Wednesday 19 December 2007

Hairline craic

Tragically, the deeply meaningful work of writing Christmas cards has to be put aside so that I can respond to a request to write something amusing for my favourite local newspaper, to fill a gap in the business pages on a day when one can be fairly sure that no-one will be looking at the business pages anyway.

Why do people always want you to be funny when you are feeling thoroughly miserable? It works the other way around, too. Send me to a funeral and I immediately start thinking of jokes, and tend to start giggling uncontrollably. I have to disguise it as grief-induced hysteria.

Then in the afternoon I have to drive to Newcastle to have my hair cut by the Best Hairdresser in the North East, if not the World. [Pause to place mental bet with self on how long it will be before he reads this and asks me to mention his name and phone number.] I used to get my hair cut in Alnwick for £6, which was clearly dead posh because the going rate for a men’s haircut in Alnwick is a fiver. Then I started going to a place with a Royal Warrant near my club in London, which cost six times as much. It wasn’t six times as good, but it was appreciably better and you got to share the place with a marginally more notorious type of customer. I had that Sir John Major in the next chair once. I mentioned it over lunch afterwards and my companion said “That would doubtless explain why your hair looks exactly like John Major’s”, which put me off a bit.

At this point my aunt told me that I should go to the Best Hairdresser in the North East, who had been attending to her own perm every week since Harold Wilson was Prime Minister. So I gave him a try, and liked it. That’s me sorted until he retires or dies, then. Unless someone opens one of those legendary topless hairdressers in the area, and I don’t mean one that specializes in shaving the top of your head.

I do regret never trying one hairdresser: Denny’s Barber Shop in Liverpool, which I used to pass regularly on the taxi journey from Lime Street Station to visit a client. His slogan, proudly painted across the front of the shop, was “It’ll be all right when it’s washed”. It always struck me as the absolute epitome of Scouse self-deprecation.

Though, of course, as I always observe about myself, having a taste and a talent for self-deprecation does not guarantee that you are not actually crap at your job.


## ASSIGNMENT
Filter the lines below, copying only those with the string "Hilbert".

## SUPPLIED DATA

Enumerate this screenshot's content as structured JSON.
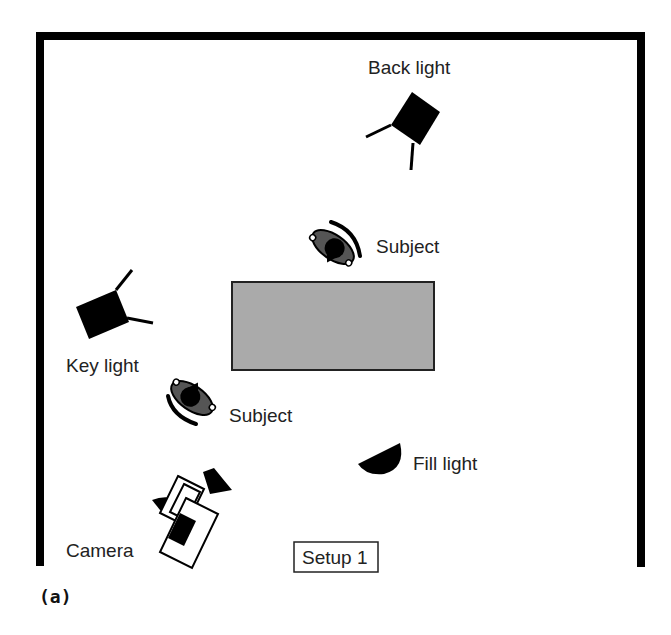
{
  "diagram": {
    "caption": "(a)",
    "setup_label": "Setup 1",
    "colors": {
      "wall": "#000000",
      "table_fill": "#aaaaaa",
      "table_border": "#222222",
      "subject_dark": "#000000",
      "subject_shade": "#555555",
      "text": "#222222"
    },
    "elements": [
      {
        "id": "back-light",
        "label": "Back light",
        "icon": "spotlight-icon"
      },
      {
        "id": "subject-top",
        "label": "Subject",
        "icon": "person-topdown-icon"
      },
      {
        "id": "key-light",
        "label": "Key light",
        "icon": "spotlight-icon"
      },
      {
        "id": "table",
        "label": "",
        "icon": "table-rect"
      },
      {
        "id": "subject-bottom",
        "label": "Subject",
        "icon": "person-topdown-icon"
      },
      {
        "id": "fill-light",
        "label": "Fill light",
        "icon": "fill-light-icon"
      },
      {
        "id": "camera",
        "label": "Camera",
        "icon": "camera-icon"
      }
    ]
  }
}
--
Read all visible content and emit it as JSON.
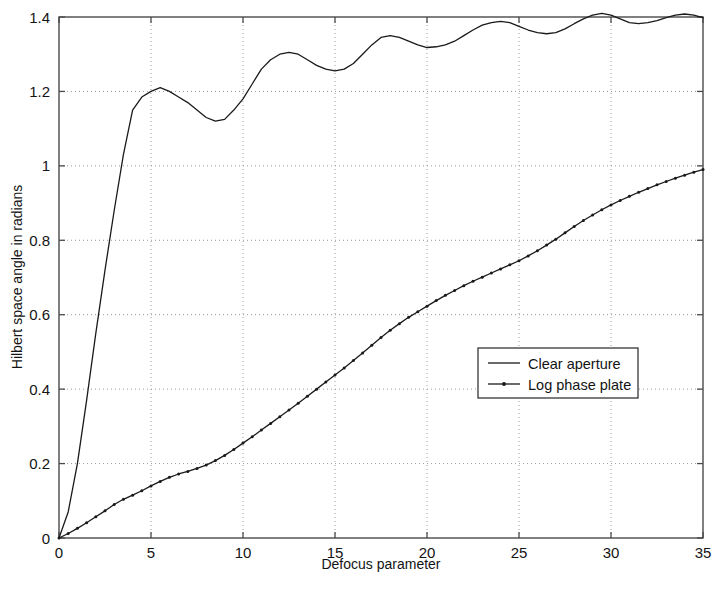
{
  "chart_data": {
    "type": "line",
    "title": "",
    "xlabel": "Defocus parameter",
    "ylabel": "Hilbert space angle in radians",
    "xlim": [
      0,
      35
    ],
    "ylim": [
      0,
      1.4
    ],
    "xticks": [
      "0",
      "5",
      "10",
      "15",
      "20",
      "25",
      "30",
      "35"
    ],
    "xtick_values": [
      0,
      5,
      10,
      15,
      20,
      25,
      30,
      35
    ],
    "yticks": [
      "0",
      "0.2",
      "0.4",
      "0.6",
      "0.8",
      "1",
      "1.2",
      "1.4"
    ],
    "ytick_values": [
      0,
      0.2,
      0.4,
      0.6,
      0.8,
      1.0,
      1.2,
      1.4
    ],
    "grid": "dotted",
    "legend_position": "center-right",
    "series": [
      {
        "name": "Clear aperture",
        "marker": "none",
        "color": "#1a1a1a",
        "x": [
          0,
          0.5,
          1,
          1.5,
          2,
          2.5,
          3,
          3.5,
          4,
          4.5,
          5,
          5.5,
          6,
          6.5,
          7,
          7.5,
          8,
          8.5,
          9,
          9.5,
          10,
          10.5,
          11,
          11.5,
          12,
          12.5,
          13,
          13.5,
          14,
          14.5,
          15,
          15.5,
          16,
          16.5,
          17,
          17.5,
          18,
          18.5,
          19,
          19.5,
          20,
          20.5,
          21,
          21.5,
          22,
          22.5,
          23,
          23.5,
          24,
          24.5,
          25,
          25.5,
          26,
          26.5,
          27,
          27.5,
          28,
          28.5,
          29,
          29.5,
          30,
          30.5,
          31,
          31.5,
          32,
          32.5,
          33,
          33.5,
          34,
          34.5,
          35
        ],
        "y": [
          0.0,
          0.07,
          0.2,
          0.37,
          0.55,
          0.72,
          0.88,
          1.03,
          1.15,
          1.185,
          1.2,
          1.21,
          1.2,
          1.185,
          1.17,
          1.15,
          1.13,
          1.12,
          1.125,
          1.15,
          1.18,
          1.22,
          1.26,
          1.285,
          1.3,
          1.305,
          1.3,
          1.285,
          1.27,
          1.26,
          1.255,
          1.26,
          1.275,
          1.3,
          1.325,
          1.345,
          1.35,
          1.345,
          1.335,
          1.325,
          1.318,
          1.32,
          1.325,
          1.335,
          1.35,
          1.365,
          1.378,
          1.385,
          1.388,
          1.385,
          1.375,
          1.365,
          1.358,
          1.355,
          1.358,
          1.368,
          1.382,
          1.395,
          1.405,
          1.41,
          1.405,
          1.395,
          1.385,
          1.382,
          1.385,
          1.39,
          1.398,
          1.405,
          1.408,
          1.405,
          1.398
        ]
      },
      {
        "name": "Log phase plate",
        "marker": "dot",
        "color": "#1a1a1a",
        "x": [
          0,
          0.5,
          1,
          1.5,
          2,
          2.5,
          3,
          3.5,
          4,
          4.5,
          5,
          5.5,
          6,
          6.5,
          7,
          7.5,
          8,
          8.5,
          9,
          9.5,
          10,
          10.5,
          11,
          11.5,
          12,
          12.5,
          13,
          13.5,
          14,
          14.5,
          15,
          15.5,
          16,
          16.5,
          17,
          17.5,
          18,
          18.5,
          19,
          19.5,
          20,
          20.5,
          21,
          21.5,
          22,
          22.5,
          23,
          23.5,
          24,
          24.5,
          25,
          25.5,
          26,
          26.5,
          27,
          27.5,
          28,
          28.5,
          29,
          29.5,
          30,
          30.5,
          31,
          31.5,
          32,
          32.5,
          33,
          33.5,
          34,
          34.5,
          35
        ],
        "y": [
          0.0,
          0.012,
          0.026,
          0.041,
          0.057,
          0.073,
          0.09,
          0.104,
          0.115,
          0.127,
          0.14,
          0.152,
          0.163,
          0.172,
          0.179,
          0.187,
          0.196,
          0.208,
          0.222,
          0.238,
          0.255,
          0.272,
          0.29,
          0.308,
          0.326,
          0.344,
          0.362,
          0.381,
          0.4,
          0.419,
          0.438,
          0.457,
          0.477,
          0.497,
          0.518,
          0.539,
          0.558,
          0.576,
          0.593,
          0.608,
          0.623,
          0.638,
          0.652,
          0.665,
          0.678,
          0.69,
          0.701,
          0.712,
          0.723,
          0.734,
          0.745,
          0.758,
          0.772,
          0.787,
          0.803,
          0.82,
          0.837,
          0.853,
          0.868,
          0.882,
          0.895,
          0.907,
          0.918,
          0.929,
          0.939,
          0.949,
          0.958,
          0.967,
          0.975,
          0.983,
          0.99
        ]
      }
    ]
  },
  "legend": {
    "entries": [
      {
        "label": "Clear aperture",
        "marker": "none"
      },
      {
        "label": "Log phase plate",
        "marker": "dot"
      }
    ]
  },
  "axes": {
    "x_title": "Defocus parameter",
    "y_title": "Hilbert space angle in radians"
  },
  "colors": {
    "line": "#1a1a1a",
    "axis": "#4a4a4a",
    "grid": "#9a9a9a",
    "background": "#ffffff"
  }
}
...
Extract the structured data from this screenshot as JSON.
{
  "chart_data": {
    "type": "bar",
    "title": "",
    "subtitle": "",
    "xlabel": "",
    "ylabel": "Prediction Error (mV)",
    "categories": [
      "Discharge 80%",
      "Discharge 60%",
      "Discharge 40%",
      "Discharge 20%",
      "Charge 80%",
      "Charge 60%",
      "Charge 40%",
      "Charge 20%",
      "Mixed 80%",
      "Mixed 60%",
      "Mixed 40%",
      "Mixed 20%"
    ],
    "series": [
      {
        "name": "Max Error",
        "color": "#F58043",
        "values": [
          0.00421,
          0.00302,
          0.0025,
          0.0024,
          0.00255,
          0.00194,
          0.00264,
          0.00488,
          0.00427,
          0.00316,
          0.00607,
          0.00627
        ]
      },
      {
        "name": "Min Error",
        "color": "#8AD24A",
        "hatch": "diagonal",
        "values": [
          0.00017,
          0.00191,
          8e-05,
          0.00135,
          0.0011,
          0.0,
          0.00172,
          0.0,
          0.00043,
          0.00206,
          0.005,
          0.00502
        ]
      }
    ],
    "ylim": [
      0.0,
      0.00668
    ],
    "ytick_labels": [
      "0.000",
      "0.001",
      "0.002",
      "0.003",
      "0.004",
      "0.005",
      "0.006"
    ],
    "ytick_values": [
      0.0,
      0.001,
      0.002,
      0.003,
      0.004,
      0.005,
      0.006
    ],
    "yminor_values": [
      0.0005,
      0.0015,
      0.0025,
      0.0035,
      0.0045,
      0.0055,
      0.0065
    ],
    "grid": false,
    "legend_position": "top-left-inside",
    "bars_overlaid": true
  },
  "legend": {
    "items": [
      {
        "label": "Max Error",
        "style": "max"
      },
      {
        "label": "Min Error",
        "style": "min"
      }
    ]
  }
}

## RESULT OF THIS EXERCISE
    "ylabel": "Hilbert space angle in radians",
    "y_title": "Hilbert space angle in radians"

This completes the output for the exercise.